After a very short time they set down their glasses and stood up.

‘Oh, don’t, don’t go!’ she cried.

‘I’ll be back within a day or two about business matters,’ Mr Mavory said.

She stood at the front door and watched them walk down the drive. Across the road was the church: and Mother in her new grave. The church clock struck four, although it was nearly half-past.

She turned back into the house, closed the door softly, and stood looking about her, hoping not to see spiders, for it was the time of year when they did their house-invading, as if finding their way back to a place of ancestry.

‘I am a rich – a comparatively rich woman,’ she said aloud. All the things she did not want and had not wanted, for many years, lay now within her grasp.

The night was no more dreadful than she had foreseen. Her little luminous bedside clock took her slowly towards morning through her snatches of sleep.

‘Why not move to a more convenient place?’ asked Mr Mavory. ‘This must be an expensive house to keep up.’

‘Oh,
no
!’ she said. ‘It hasn’t cost us a
penny
, for years.’

He looked at a great dark patch of damp on the faded William Morris wallpaper.

Following his glance, she looked, too, and saw the stains as if for the first time. Those powdery willow leaves had been there all her life. There were familiar Morris wallpapers elsewhere in the house – of honeysuckle, or of white-and-bile-green chrysanthemums. It was true that nothing had been spent on the house for years; but not, she realised, because nothing had needed to be spent. Paint had flaked off window-frames and sills, the high ceiling was dark and shadowy – with dirt, perhaps.
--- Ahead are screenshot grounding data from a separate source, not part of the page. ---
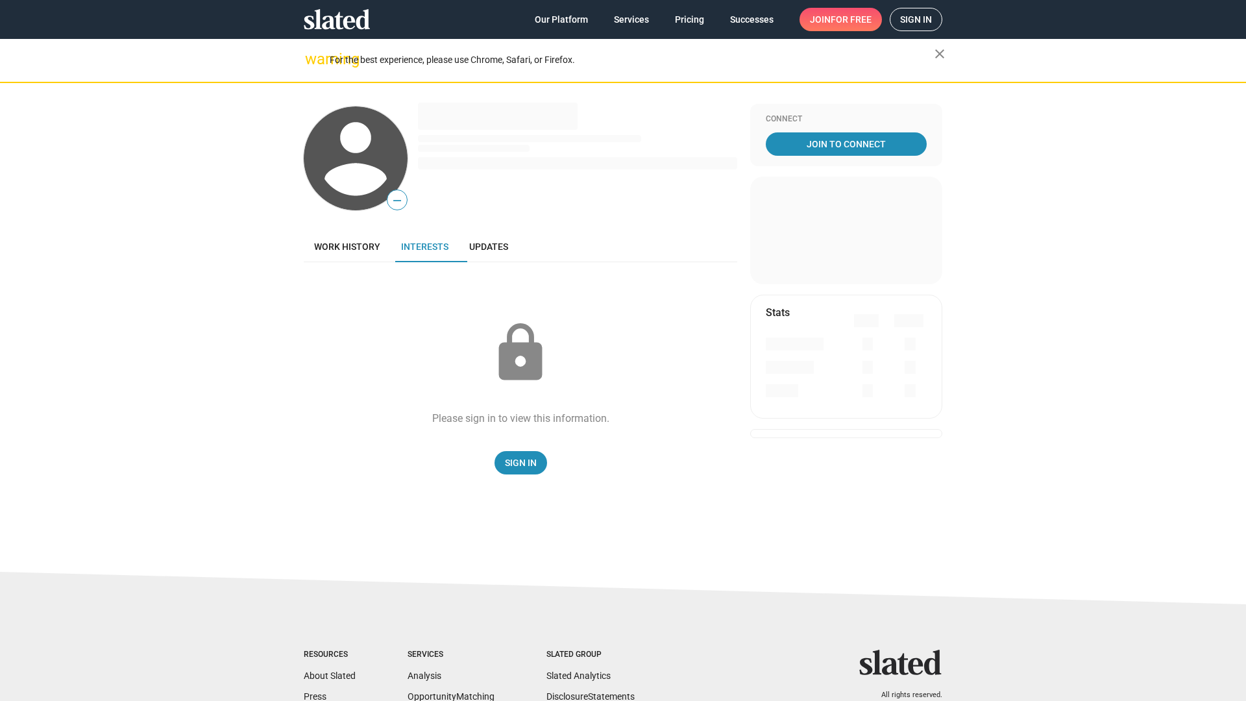 This screenshot has width=1246, height=701. I want to click on span: Join, so click(840, 19).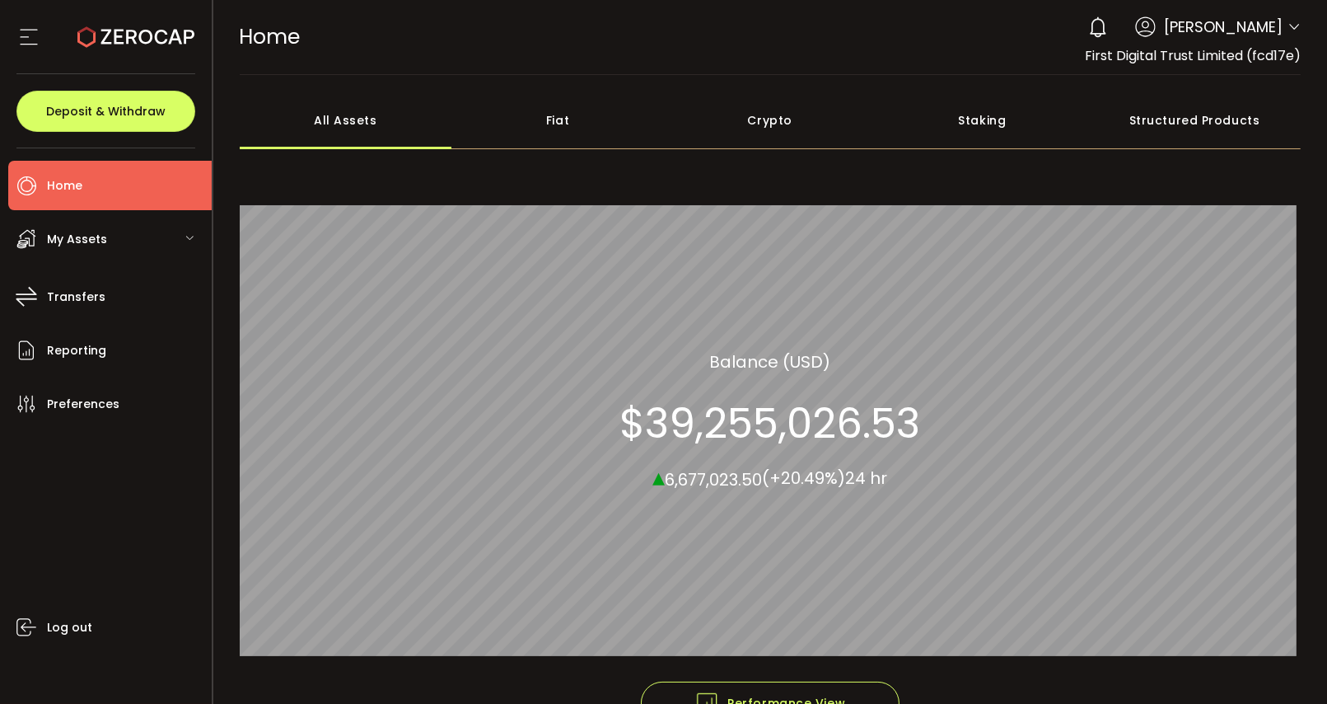  Describe the element at coordinates (770, 424) in the screenshot. I see `section: $39,255,026.53` at that location.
Mr Mavory watched her looking about the room, and held his tongue. He wondered if the house were clean, thought probably not. Miss Partridge
knew
that it was not. Cross-patch Mrs Murphy came up from the village twice a week, and flicked about with dusters, but would never climb steps or move furniture because of dropped womb trouble. She was always in such a temper that Miss Partridge shut herself in her bedroom until she had gone.

Apart from the doctor’s and Mr Mavory’s occasional visits, no one else
came. Mrs Partridge, before and during her illness, had not encouraged visitors.

The house was not large, but had rooms into which no one went. Sometimes, Miss Partridge’s sense of isolation seemed to become a physical thing, pressing into her ears, and choking her. ‘I will have a glass of Dutch courage,’ she would say – for she often thought aloud. She drank the whisky in gulps, as if it were medicine; but felt better afterwards.